Education

The US and France are giving Japan “bad” ideas: Foreign students set to pay the price

The US and France are giving Japan “bad” ideas: Foreign students set to pay the price

    Japan, as is well known, has long been wary of mixing and integration. The brake is cultural—and it is powerful. And when the “Land of the Rising Sun” agrees to crack the door open, compelled by rapid population ageing and labour shortages, it tends to do so first for people from nearby countries. At least they “look more Japanese” than others. In recent months, Japan has been forced to open up further to attract international talent, as demographic decline and the needs of the world’s fourth-largest economy leave it little choice. Still, a very troubling signal has just been sent.

    Japan’s public broadcaster NHK reported that the private Waseda University is considering raising tuition fees for foreign students. The institution already hosted, according to the same source, “5,562 international students in May last year—more than any other university in Japan.” Until now, however, fees had been the same for everyone.

    A change of course is now underway. Waseda argues it is buckling under additional costs related to reception services, housing and Japanese-language courses—so, inevitably, foreign students should pay more. And beware the snowball effect: a host of universities have approached the Ministry of Education about possible fee increases.

    If Waseda makes the move, “many other schools could follow.” Some institutions, such as Tohoku University, have already formalised a steep rise in tuition: 1.7 times higher for foreign students. It seems the Japanese have been listening closely—right up to France.

    France has begun hiking tuition fees for non-EU international students, raising them from under €200 to nearly €4,000 for a Master’s degree at public universities.

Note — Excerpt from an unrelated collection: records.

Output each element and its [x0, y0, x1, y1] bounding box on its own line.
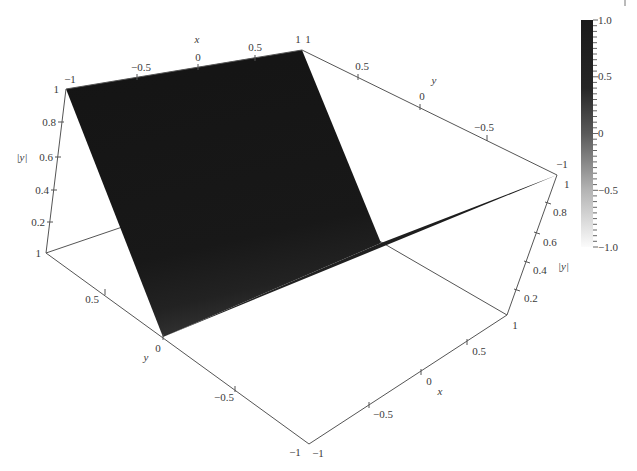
axis-title-x: x — [194, 33, 200, 45]
colorbar-label: −1.0 — [598, 241, 618, 253]
tick-label: 1 — [564, 178, 570, 190]
tick-label: 0.8 — [42, 116, 56, 128]
colorbar-label: −0.5 — [598, 184, 618, 196]
tick-label: 0.2 — [524, 292, 538, 304]
tick-label: 0.5 — [85, 293, 99, 305]
tick-label: 1 — [305, 33, 311, 45]
tick-label: −0.5 — [373, 408, 393, 420]
tick-label: −0.5 — [474, 121, 494, 133]
tick-label: 0 — [155, 342, 161, 354]
tick-label: 1 — [512, 319, 518, 331]
tick-label: 0.5 — [248, 41, 262, 53]
tick-label: 0.4 — [533, 264, 547, 276]
tick-label: −0.5 — [214, 391, 234, 403]
tick-label: 0 — [426, 375, 432, 387]
colorbar-label: 0.5 — [598, 70, 612, 82]
tick-label: 0.6 — [543, 236, 557, 248]
colorbar: 1.0 0.5 0 −0.5 −1.0 — [581, 14, 618, 253]
tick-label: 0.5 — [472, 345, 486, 357]
axis-title-y: y — [431, 74, 437, 86]
tick-label: 0.6 — [39, 151, 53, 163]
tick-label: −1 — [556, 158, 568, 170]
tick-label: 1 — [36, 247, 42, 259]
surface-plot: −1 −0.5 0 0.5 1 x 1 0.5 0 −0.5 −1 y 1 0.… — [0, 0, 637, 471]
surface — [66, 50, 557, 337]
tick-label: 0 — [195, 51, 201, 63]
tick-label: 0.2 — [31, 216, 45, 228]
front-x-axis: −1 −0.5 0 0.5 1 x — [309, 315, 518, 459]
tick-label: 1 — [54, 83, 60, 95]
tick-label: 0 — [419, 90, 425, 102]
axis-title-x: x — [437, 385, 443, 397]
colorbar-gradient — [581, 20, 593, 247]
tick-label: 1 — [295, 33, 301, 45]
tick-label: −0.5 — [131, 61, 151, 73]
axis-title-z: |y| — [17, 151, 28, 163]
tick-label: 0.4 — [35, 184, 49, 196]
tick-label: −1 — [289, 446, 301, 458]
colorbar-label: 1.0 — [598, 14, 612, 26]
surface-plane-positive-y — [66, 50, 381, 337]
tick-label: −1 — [312, 447, 324, 459]
tick-label: −1 — [64, 73, 76, 85]
left-z-axis: 1 0.8 0.6 0.4 0.2 1 |y| — [17, 83, 66, 259]
tick-label: 0.5 — [355, 60, 369, 72]
axis-title-z: |y| — [558, 260, 569, 272]
right-z-axis: 0.2 0.4 0.6 0.8 1 |y| — [507, 175, 570, 315]
colorbar-label: 0 — [598, 127, 604, 139]
tick-label: 0.8 — [553, 206, 567, 218]
axis-title-y: y — [143, 351, 149, 363]
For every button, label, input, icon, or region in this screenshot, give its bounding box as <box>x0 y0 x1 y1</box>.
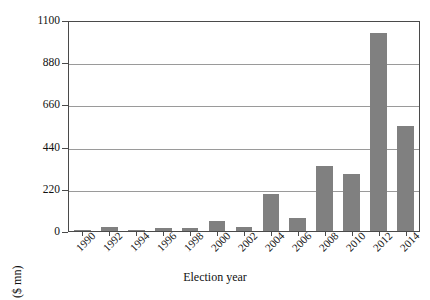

Japan is still a long way from that level—and one can only hope it remains so.

    The Japanese government insists the country is lagging behind in the global race to attract top international talent. NHK notes that foreign students account for just 5.9% of overall enrolment in Japan, compared with more than 32% in Australia and 22% in the United Kingdom.

    Clearly, Japan’s momentum depends on an attractive academic environment—so policymakers should be wary of discriminatory pricing. Yet international comparisons are emboldening Japanese universities: “International students at the University of California pay about 3.4 times more than domestic students,” and “at the University of Oxford, international students pay about three times more.”

    The conclusion is clear: Japan still has ample room compared with Anglo-Saxon destinations—and now France—and that could give it ideas that are, inevitably, bad news for foreign students.

    NHK points out that Japanese universities are spending more to ensure high-quality education and decent living conditions—an unavoidable shift, according to the ministry, if Japan is to “accept even more qualified international students.” But for students setting their sights on Japan, the adventure could increasingly turn into a financial headache, even if the situation remains far from the tuition shock seen in the United States and France.